After a brief sabbatical (they fled the racist violence that overwhelmed Britain’s punk scene under Thatcher), they re-emerged in 1985 with Fear and Whiskey, that decade’s best album (now available on CD as Original Sin ). The lineup had finally stabilized around singer/guitarists Tom Greenhalgh and Jon Langford, and they had turned into, of all things, a great country band. Their late-’80’s albums (Edge of the World and Mekons Rock’n’Roll , both recorded after the addition of singer Sally Timms, are the other peaks) achieve a remarkable synthesis of Hank Williams and the Clash. Their songs had always been concerned with the way politics impinge on everyday lives; the bleak, plainspoken poetry of country & western provided them the means to take on Thatcher’s Britain. And like Hank, they countered every dolorous ballad with a gleeful, drunken romp.

After five years of consistently brilliant records, they stumbled badly in the early nineties. Live, they remained peerless – no other band can match their warmth, fun and power onstage – but each new album was duller and less focused than the last. Half the band now lives in Chicago, which can’t help matters, and most are involved with side projects. (Langford’s other band, The Waco Brothers, has been far more interesting lately than the Mekons, largely because he seems to be saving his best songs for them. And his weekly comic strip, Great Pop Things – his nom de comique is Chuck Death – remains the sharpest rock criticism on the market.)

And now, right when one might expect the Mekons to finally give up and fade away, they have rebounded with their best work in a decade. In the space of two months, they’ve released two collections of stray tracks and alternate versions of classic material. I Have Been to Heaven and Back and Where Were You? both include tracks from their entire career, but focus on their late ’80’s glory years.

Heaven and Back is the better of the two, largely because of its title track, recorded for (but inexplicably left off the American release of) Mekons Rock’n’Roll . It’s one of their best songs, a surging rocker about lost friends that’s worth the price of the CD alone. Other highlights include Sally’s abortion rights anthem "Born to Choose" (which, in typical Mekons style, includes as counterpoint a snatch of "Cut That Child in Half," Greenhalgh’s far more conflicted account of the issue); a glorious, beer-drenched version of Rod Stewart’s "You Wear It Well"; and the raucous "Funeral," Langford’s reaction to the fall of socialism ("This is my testimony, a dinosaur’s confession: how can something really be dead when it hasn’t ever happened?"). There are some failed tracks (for all their success at reinventing genres, reggae has never been the band’s strong suit) and indulgences, but this is a wonderful introduction to the Mekons.
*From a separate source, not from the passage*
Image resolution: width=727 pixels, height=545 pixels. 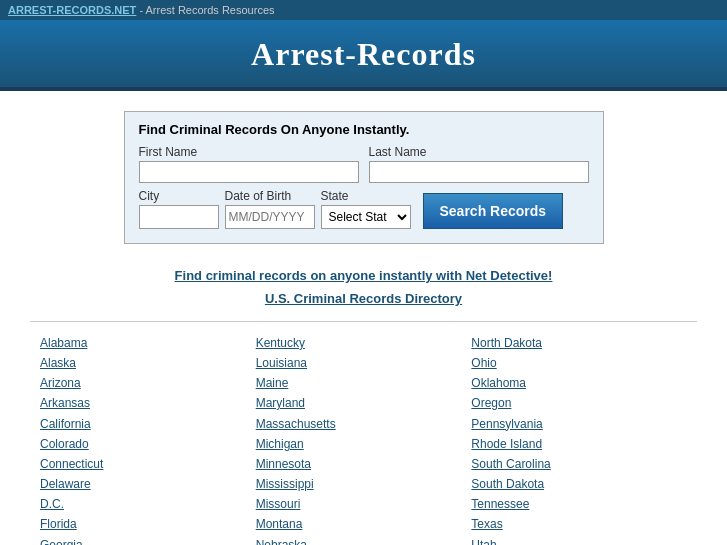 What do you see at coordinates (494, 211) in the screenshot?
I see `search-records-button: Search Records` at bounding box center [494, 211].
Where Were You? is more uneven, mainly because it draws so heavily from the ’90’s. It still has great moments: early versions of "Memphis, Egypt" (in which the Mekons dance on the grave of rock and roll, to the tune of a great rock and roll song) and "1967 Revisited"; covers of Johnny Cash’s "Folsom Prison Blues" and the Kinks’ "Fancy"; and two charming early ’80’s excursions into rockabilly.
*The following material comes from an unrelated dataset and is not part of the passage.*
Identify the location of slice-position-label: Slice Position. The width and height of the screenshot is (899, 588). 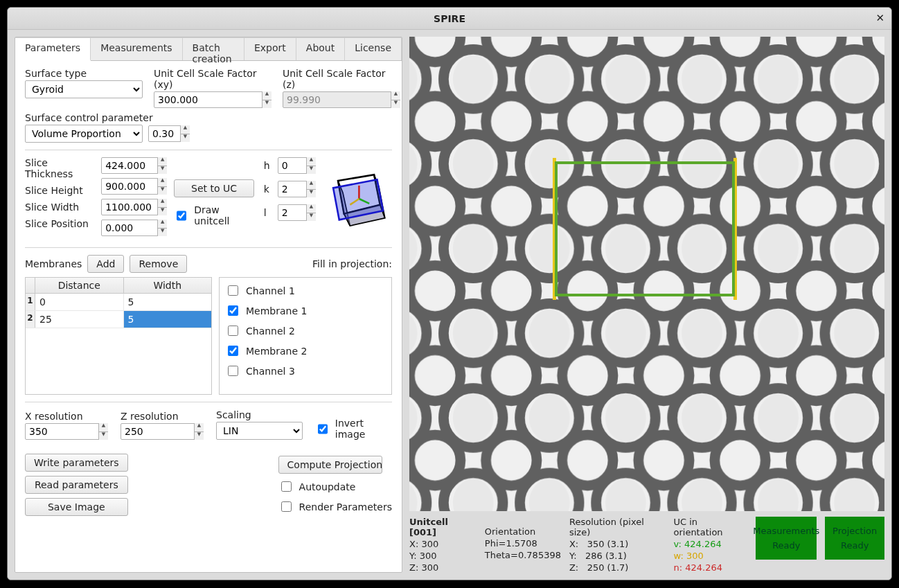
(61, 224).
It’s rarely a good sign when a band’s best record in years is a collection of older material. I’m keeping my fingers crossed, though: the last time the Mekons retired with a compilation, they roared back with Fear and Whiskey. They probably won’t ever match that achievement – records that great come along all too rarely – but this is a band that routinely surprises. I can’t wait to hear the next chapter.